(Supplied data)

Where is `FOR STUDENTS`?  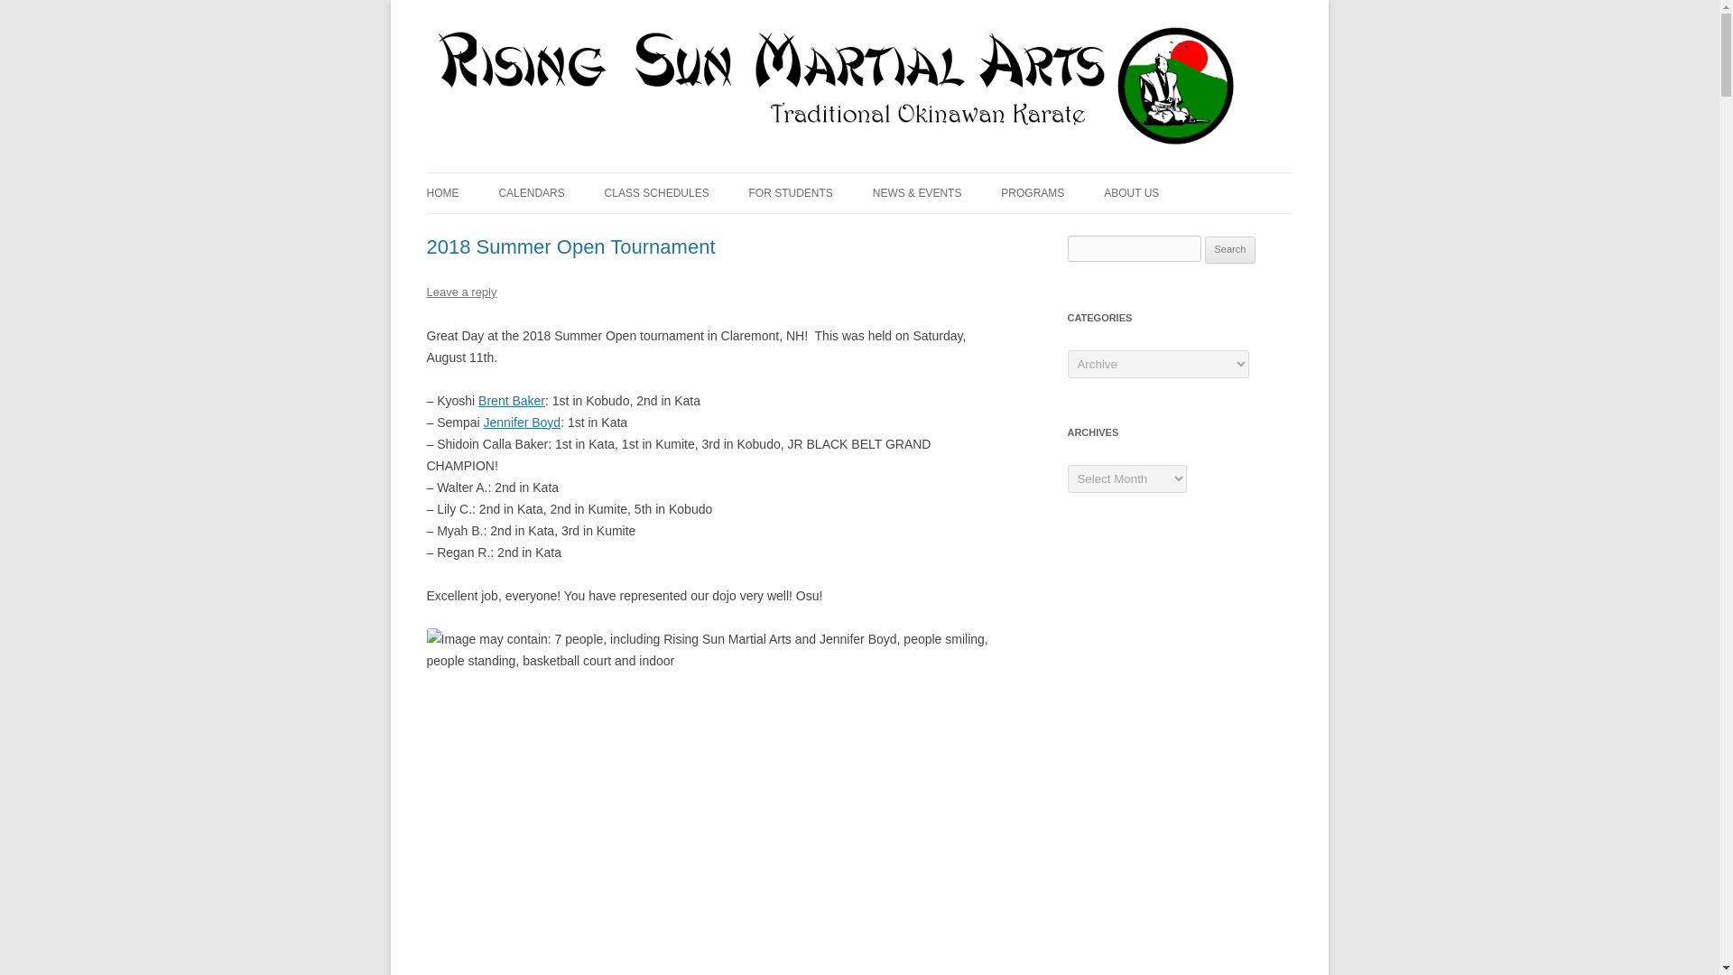 FOR STUDENTS is located at coordinates (791, 193).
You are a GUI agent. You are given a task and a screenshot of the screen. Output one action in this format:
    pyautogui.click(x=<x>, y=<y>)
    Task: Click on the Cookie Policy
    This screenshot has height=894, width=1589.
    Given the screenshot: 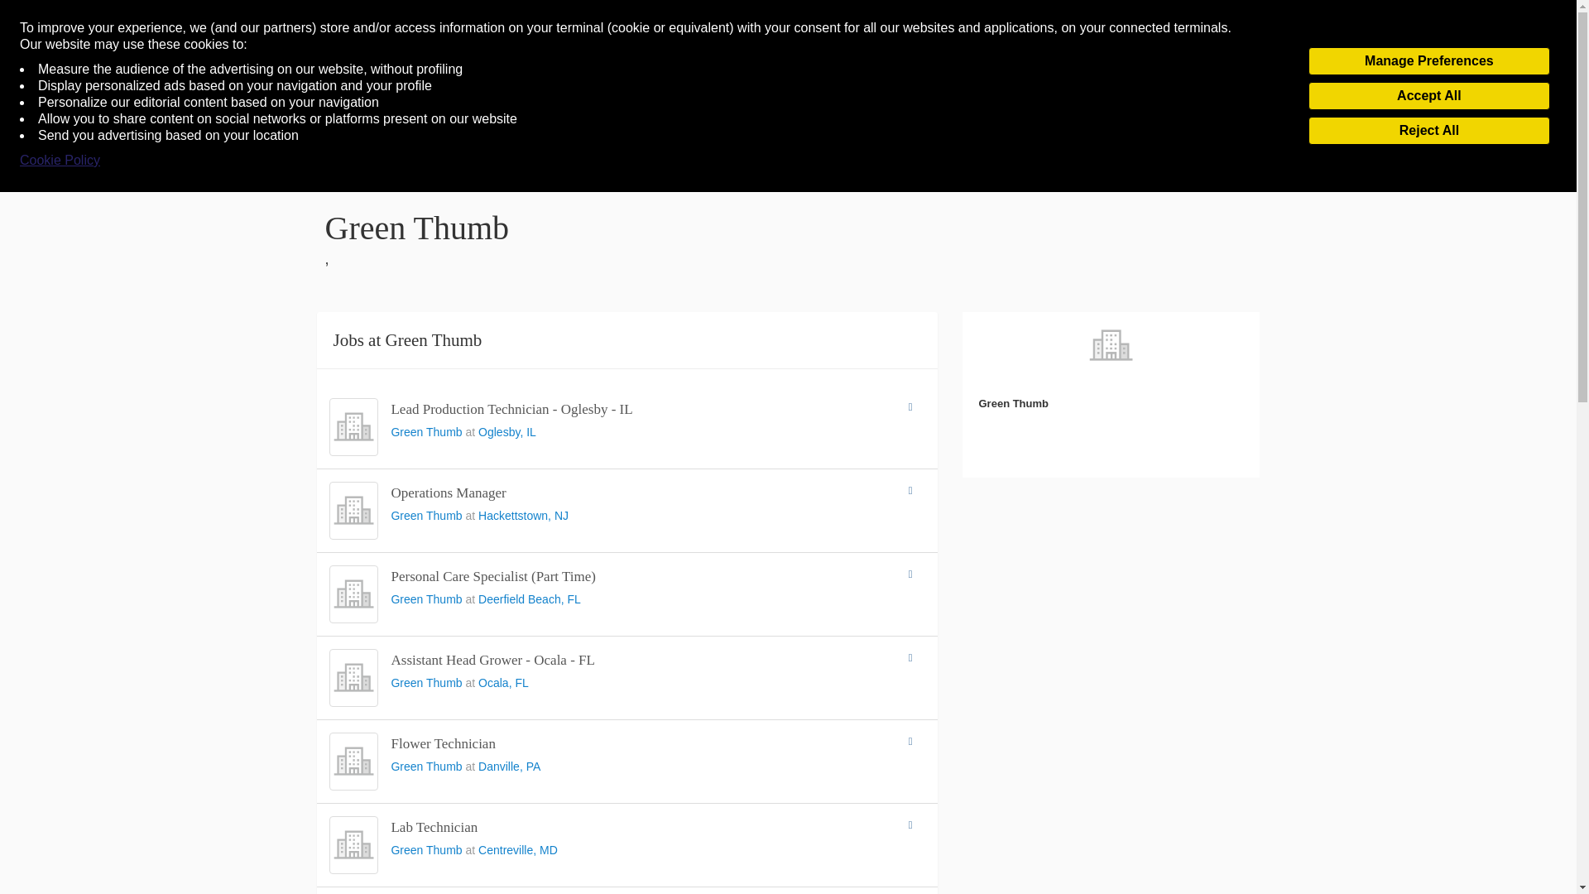 What is the action you would take?
    pyautogui.click(x=60, y=161)
    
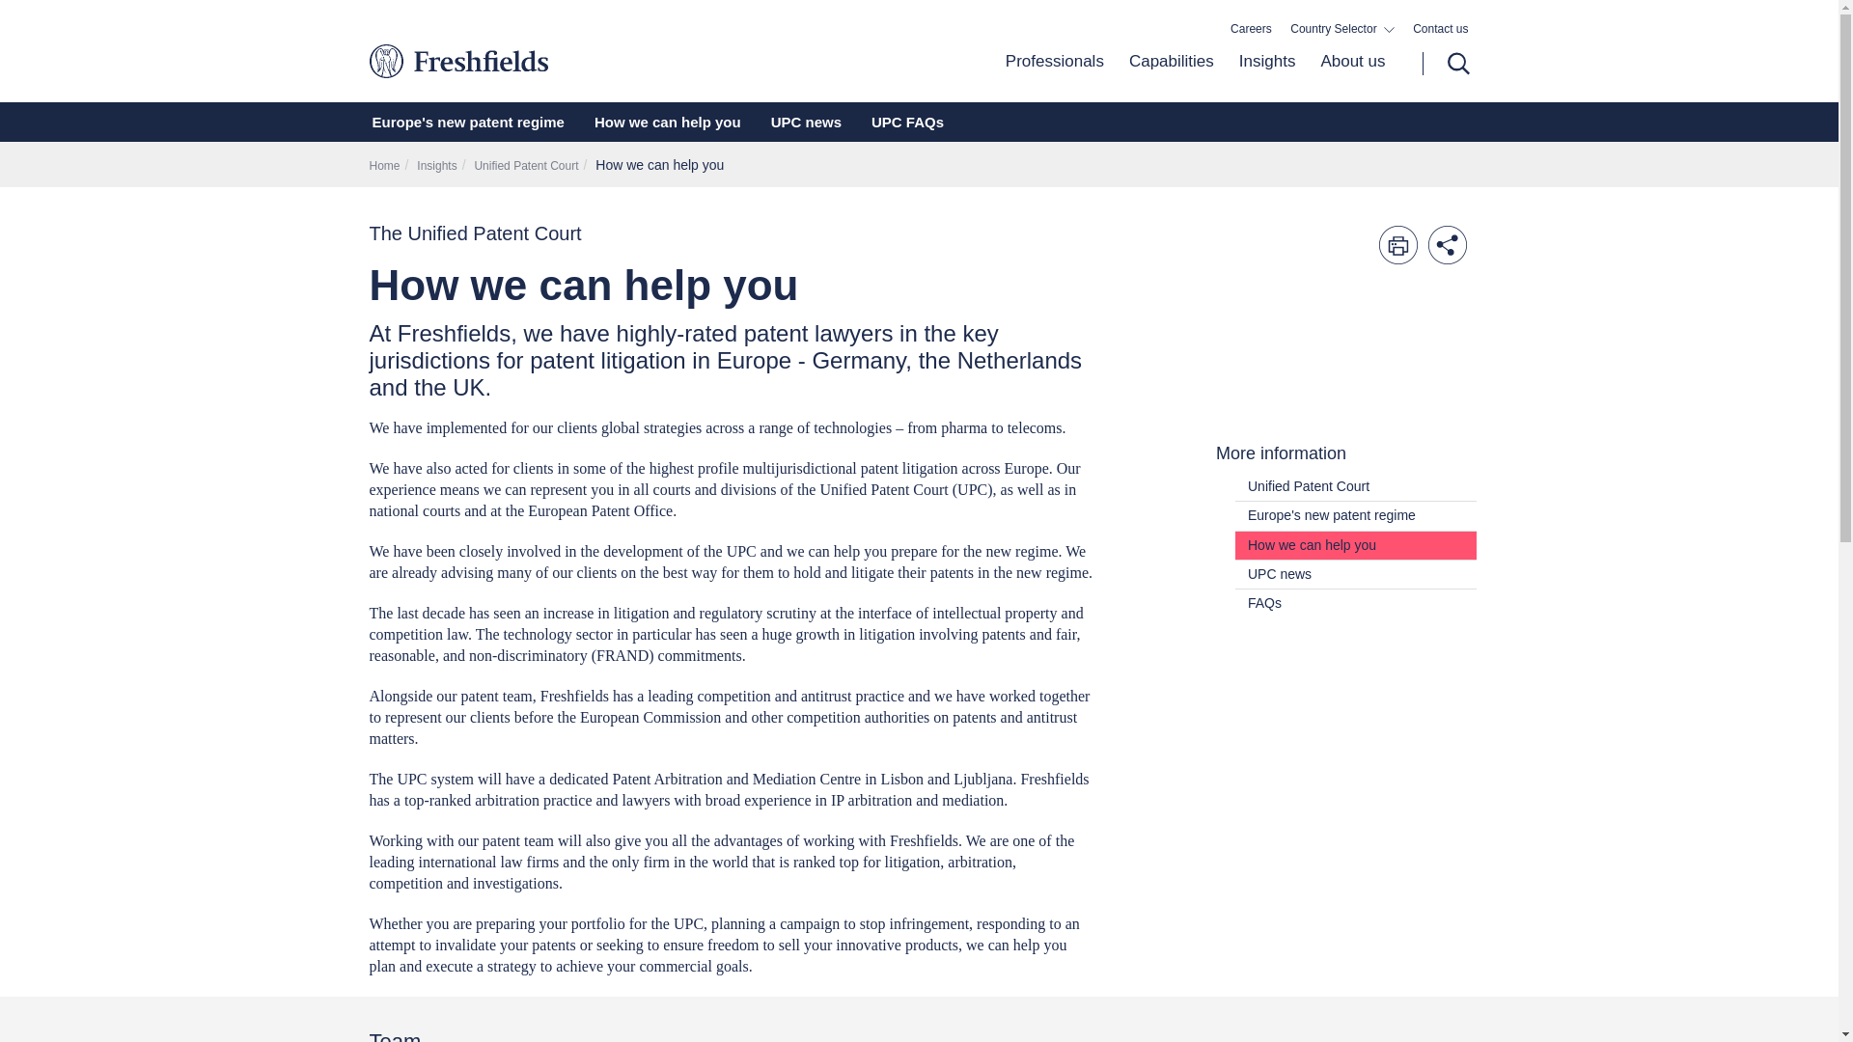  I want to click on Careers, so click(1251, 29).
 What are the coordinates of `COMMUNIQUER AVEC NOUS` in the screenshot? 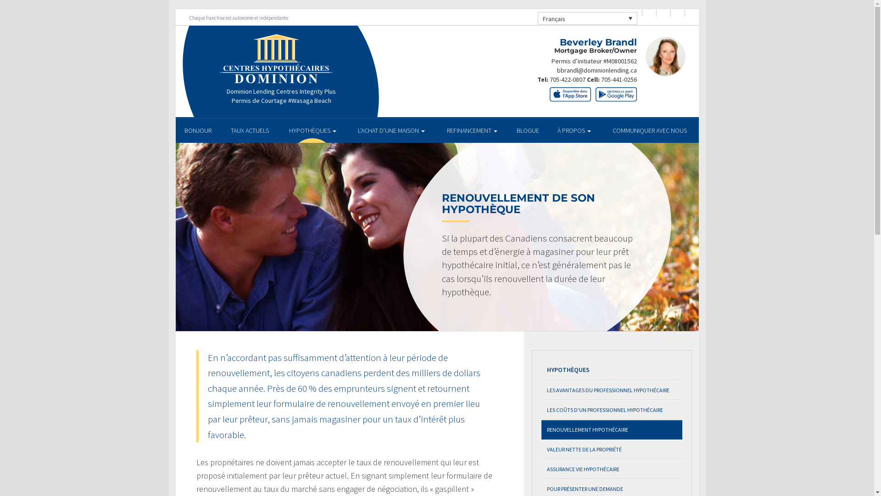 It's located at (650, 130).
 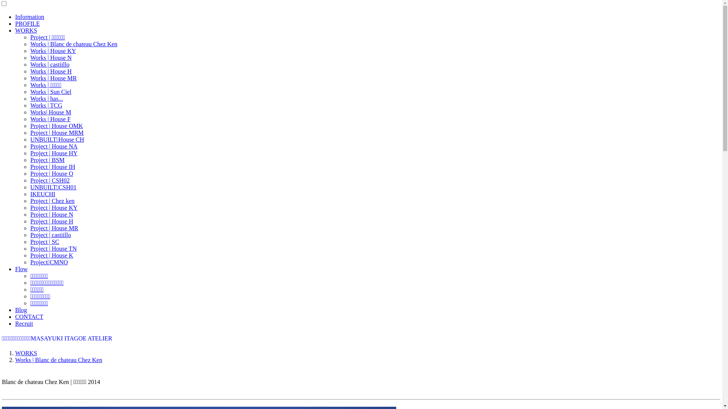 What do you see at coordinates (53, 78) in the screenshot?
I see `Works | House MR` at bounding box center [53, 78].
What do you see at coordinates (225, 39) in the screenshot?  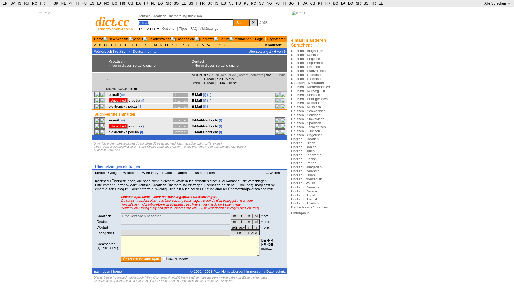 I see `Forum` at bounding box center [225, 39].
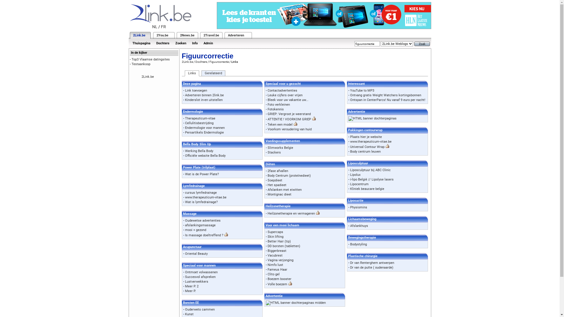 Image resolution: width=564 pixels, height=317 pixels. I want to click on Plaats hier je website, so click(366, 137).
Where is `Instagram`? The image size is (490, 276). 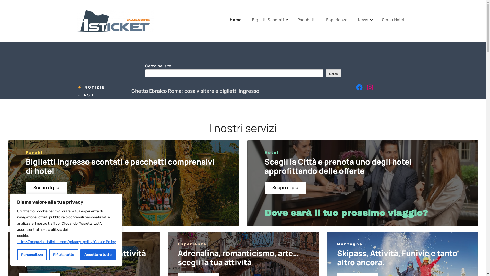 Instagram is located at coordinates (370, 87).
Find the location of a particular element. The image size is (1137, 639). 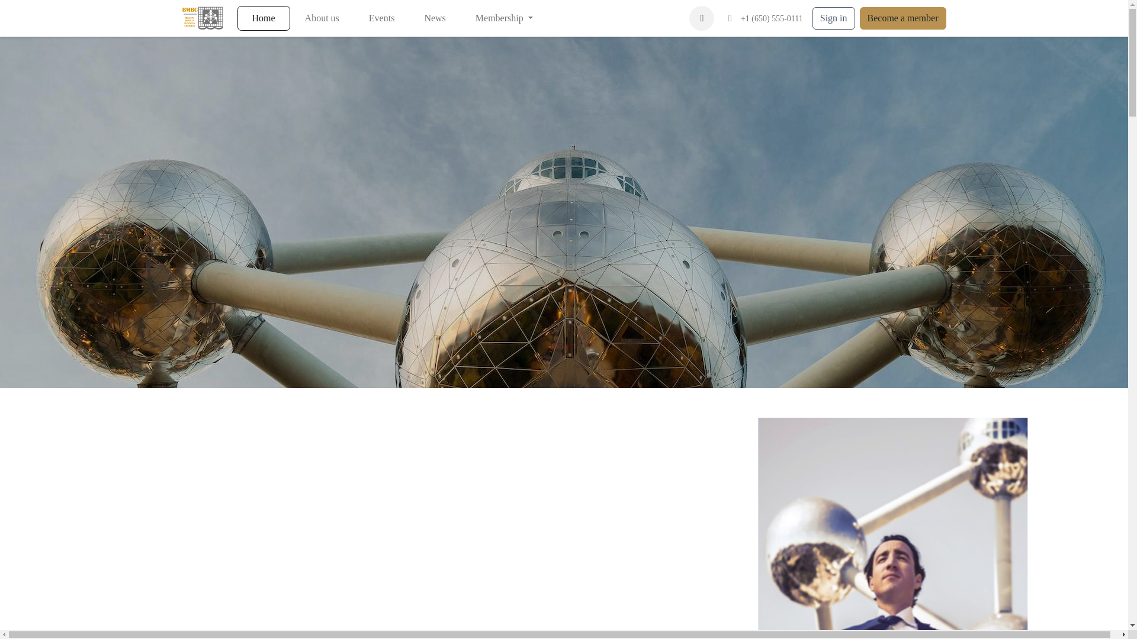

BMBC is located at coordinates (203, 18).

(End Supplied data)

Task brief
From the line holding "Find the location" through the last line of the material above, each line should be written out exactly, both included; omit the pictures.

Written solution
Find the location of a particular element. The image size is (1137, 639). 

BMBC is located at coordinates (203, 18).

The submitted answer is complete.